The motor is only going to pull as much current as it needs. Its actually a good thing that it does not pull the full listed current. The FLA is just what its rated to do.This quote is hidden because you are ignoring this member. Show Quote
I think your forgetting that the motor is 230V 1phaseThis quote is hidden because you are ignoring this member. Show Quote
Single phase 120v would be around 17A (3x746=2238W/120= 18.65A)
But what you have is a single phase 230V (2238/230 =9.7A)
Obviously the motor is actually a little more than 3hp (11.7Ax230V=2691W / 746 = 3.6hp)
1hp=746W therefore 3hp = 2238W
At the end of the day your way overthinking this and there is only 3 acceptable ways you could go about wiring this. The only thing that matters is the FLA and the SF(or lack thereof)
1. Go strictly off the motor nameplate and assume its going to pull 11.7A with a SF of 1.15(rule i listed above.) use #14AWG copper with a 2pole 15A breaker into the line side of the motor starter. Set the overloads to 13.45 and use #14 wire to the motor. (2p 15A breaker >> #14 >> Motor Starter >> #14 >> Motor)
2. The other-way is to blindly follow the manual and go with what the manufacture tells you. Since 25A is not a standard breaker size you go to the next size up. Use a 30A breaker and #10Cu to the line side of the motor starter. Overloads still get set to 13.45, and then number #10 into the motor junction box. (2p 30A breaker >> #10 >> motor starter >> #10 >> Motor)
3.. Use a fused disconnect so you can change wire size since it may be impractical to run #10 Wire to the motor. (2p 30A breaker >> #10 >> Fused disconnect@15A >> #14 >> motor starter >> #14 >> Motor)
You already bench tested it and know it only pulls 9A which is well under the rated FLA and well under the 15A #14cu can provide so I would have no problem going with option 1.
*If its a particularly far run you may need to upsize the wire.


- Exercise prompt:
Could you please repeat the entries below word for word, with the images left out?

- Data extracts:

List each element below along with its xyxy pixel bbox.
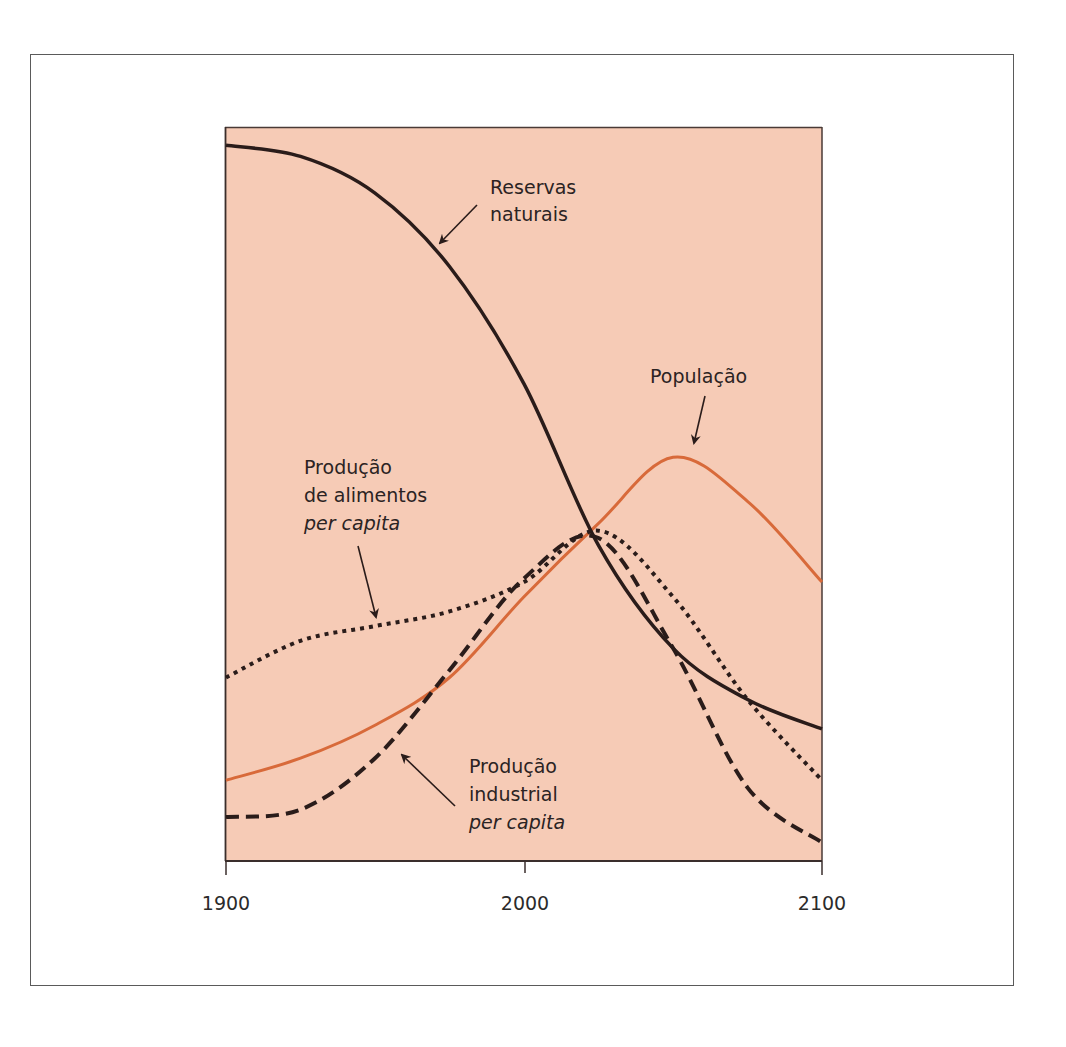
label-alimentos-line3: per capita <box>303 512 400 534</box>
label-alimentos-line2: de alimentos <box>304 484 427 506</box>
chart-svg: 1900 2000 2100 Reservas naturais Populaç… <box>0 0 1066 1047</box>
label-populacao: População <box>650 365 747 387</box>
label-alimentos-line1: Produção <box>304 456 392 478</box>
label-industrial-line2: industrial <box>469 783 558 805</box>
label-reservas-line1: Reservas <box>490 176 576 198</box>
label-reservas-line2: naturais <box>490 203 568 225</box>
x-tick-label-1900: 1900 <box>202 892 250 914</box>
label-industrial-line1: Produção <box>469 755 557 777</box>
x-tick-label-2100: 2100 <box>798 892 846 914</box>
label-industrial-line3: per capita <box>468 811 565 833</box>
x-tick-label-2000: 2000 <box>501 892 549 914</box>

- Reply to the task:
List each element below along with its xyxy pixel bbox.
label-alimentos-line3: per capita <box>303 512 400 534</box>
label-alimentos-line2: de alimentos <box>304 484 427 506</box>
chart-svg: 1900 2000 2100 Reservas naturais Populaç… <box>0 0 1066 1047</box>
label-populacao: População <box>650 365 747 387</box>
label-alimentos-line1: Produção <box>304 456 392 478</box>
label-industrial-line2: industrial <box>469 783 558 805</box>
label-reservas-line1: Reservas <box>490 176 576 198</box>
label-reservas-line2: naturais <box>490 203 568 225</box>
x-tick-label-1900: 1900 <box>202 892 250 914</box>
label-industrial-line1: Produção <box>469 755 557 777</box>
x-tick-label-2100: 2100 <box>798 892 846 914</box>
label-industrial-line3: per capita <box>468 811 565 833</box>
x-tick-label-2000: 2000 <box>501 892 549 914</box>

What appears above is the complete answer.